I was of the impression that the ia doesn’t delete, but instead puts files in quarantine until copyright runs out. Else they’d have to digitize it again later.
Youtube’s quality isn’t as bad as it’s used to be, in fact you can get pretty high quality aac and opus streams given that the upload had legit quality and your using legit software to download and not some shitty webapp.
From the YouTube Help section on “Encoding specifications for music videos”:
Although it is not recommended, YouTube accepts compressed audio. YouTube transcodes from the delivered format; audio quality is much better when transcoded from a lossless format compared to re-compressing a lossy audio format.
If you must deliver compressed audio, use these specifications:
Codec: AAC-LC
Sample Rate: 44.1Khz
Bit Rate: 320kbps or higher for 2 channels (higher is always better; 256 kbps acceptable)
Channels: 2 (stereo)
I won’ rant over youtube’s inferior sound quality, but please tag or mark your finished files as youtube sourced, at least if there’s any possibility you further share them.
Best tipp i ever got in this regard was putting a cup of crushed charcoal in the fridge. Absorbs odors for years.
Exactly that. Old cds and books change their owners for little to no money all the time. I have accumulated 100s of cds without spending anything, that where about to get thrown away. I will rip and share them on soulseek eventually.
Not an Expert in consumer hdr. What you want to calibrate isn’t contrast or brightness but gamma curve.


About this exercise
What lines of the data below hold the string "height"? Copy each one.

Stored data
══════════

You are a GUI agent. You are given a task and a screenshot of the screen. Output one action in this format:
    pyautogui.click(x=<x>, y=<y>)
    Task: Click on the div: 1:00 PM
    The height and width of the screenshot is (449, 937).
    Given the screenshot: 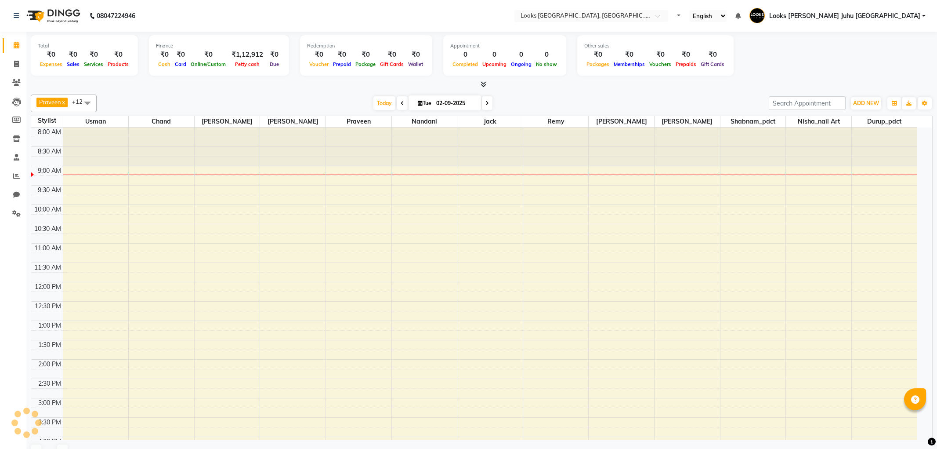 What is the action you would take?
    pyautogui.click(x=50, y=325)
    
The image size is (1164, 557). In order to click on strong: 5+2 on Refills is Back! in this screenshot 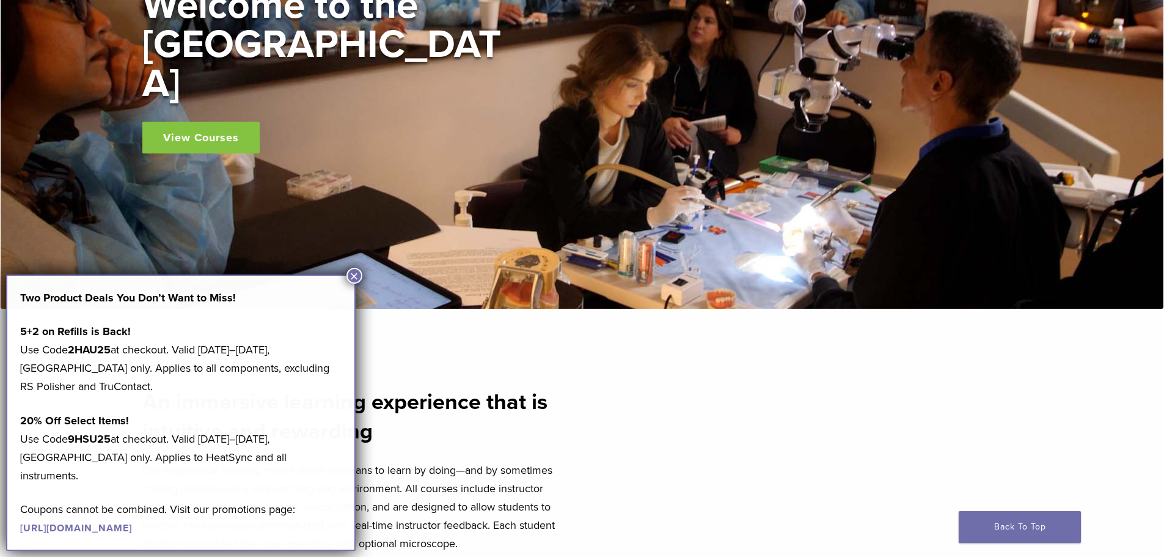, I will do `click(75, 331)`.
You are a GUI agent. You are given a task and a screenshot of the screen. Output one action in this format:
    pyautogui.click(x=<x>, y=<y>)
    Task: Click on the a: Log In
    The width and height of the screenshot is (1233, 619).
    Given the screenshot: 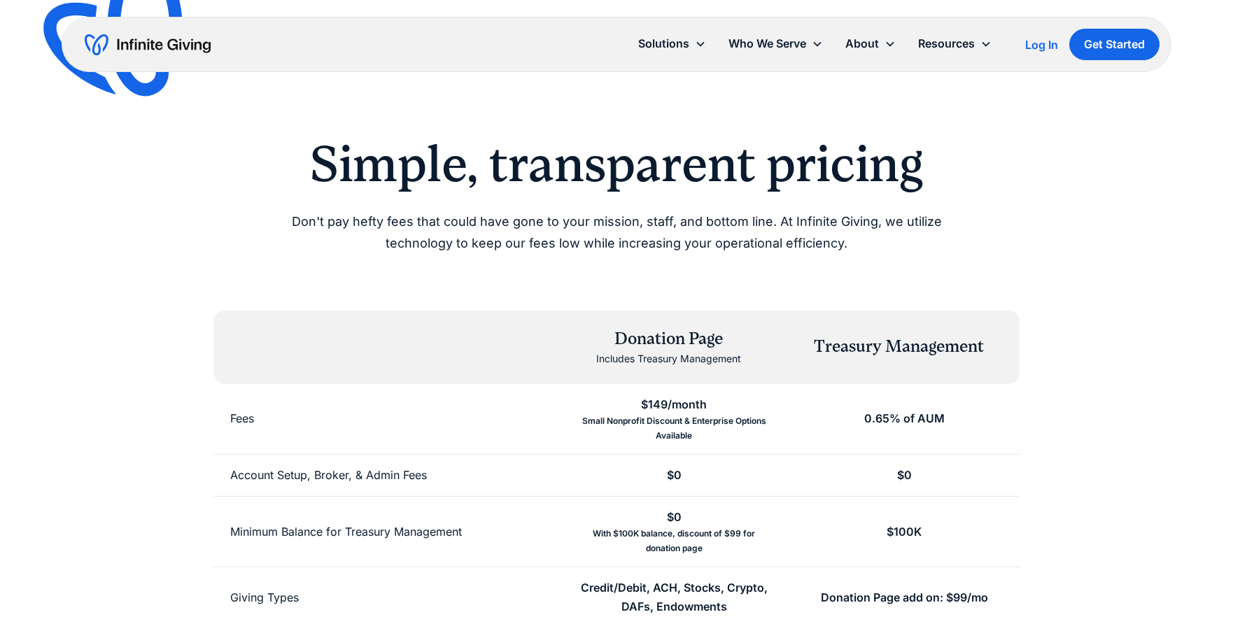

══════════

Solved exercise
    The height and width of the screenshot is (449, 937).
    The width and height of the screenshot is (1233, 619).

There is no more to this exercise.